The Future of Learning and Teaching: It's Time for 'Audacious Goals'
In an impassioned call to action, Diana Rhoten kicked off the 2012 Digital Media and Learning conference by suggesting that education will never see its long-overdue renaissance without "audacious goals." Senior vice president for strategy in the new Education Division of News Corp. and the conference chair, Rhoten spoke of the urgent need for researchers, practitioners, teachers, educators, technologists, as well as entrepreneurs and investors, to join together in the cause of a learning revolution. Without "audacious goals" and a diverse community willing to come together at this historic moment of convergence, most would-be education reformers will probably "die trying," Rhoten said. Here are a few excerpts from the video (below) of her introductory remarks at DML2012:
There is still very little evidence of any major, successful, tech-enabled innovation or disruption, altering the structure in school of mainstream education, in my humble opinion. That change has been constrained less by the lack of technological innovation than it has been by the limits of our sociological imagination.

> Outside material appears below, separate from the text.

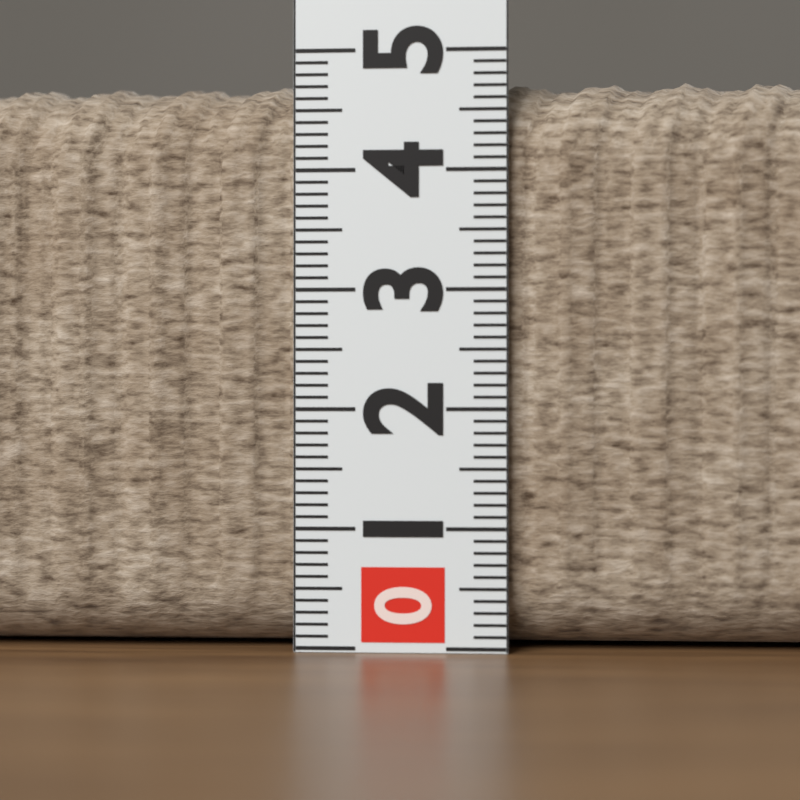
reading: 4.8 (no unit)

As someone who has helped to create the conditions that drive this kind of outside-in grassroots innovation, I have to say that I believe that for education innovation to ultimately benefit the majority of kids in this world, which is why I hope we are all here, it must eventually travel to the center of kids' lives. And today, for the good or the bad -- wherever you stand -- schools continue to occupy the center of many children's lives.
As long as we constrain ourselves to thinking about this notion of schooling as something that can only happen between 28 students and one teacher, within 1,500 square feet and from the hours of 8:00 am to 3:00 pm, then I don't care what an entrepreneur or innovator from Silicon Valley, Silicon Alley, or Silicon Roundabout develops, we will never fundamentally change the future of teaching and learning.
We need to reach these kids where they are, when they need it, and with whatever tools. This moment is more important than ever.
While there are fundamental differences between the older school-centered education technology and newer learner-centered digital learning perspectives, these communities need not be in conflict as they have been in the past. In fact, I believe they are complements to one another, and they are critical and necessary synergies of one another. I believe that the time for that ground shift is right now, right here, with the convergence of different communities and perspectives, coming together in this room.
In a world where DC-7s have given way to Dreamliners and telegrams to smartphones, don't we owe it to our kids that schooling should give way to learning?
Banner image credit: DML Central http://www.flickr.com/photos/dmlcentral/6950214801/sizes/z/in/photostream/
James McMillan contributed to the production of the video for this post.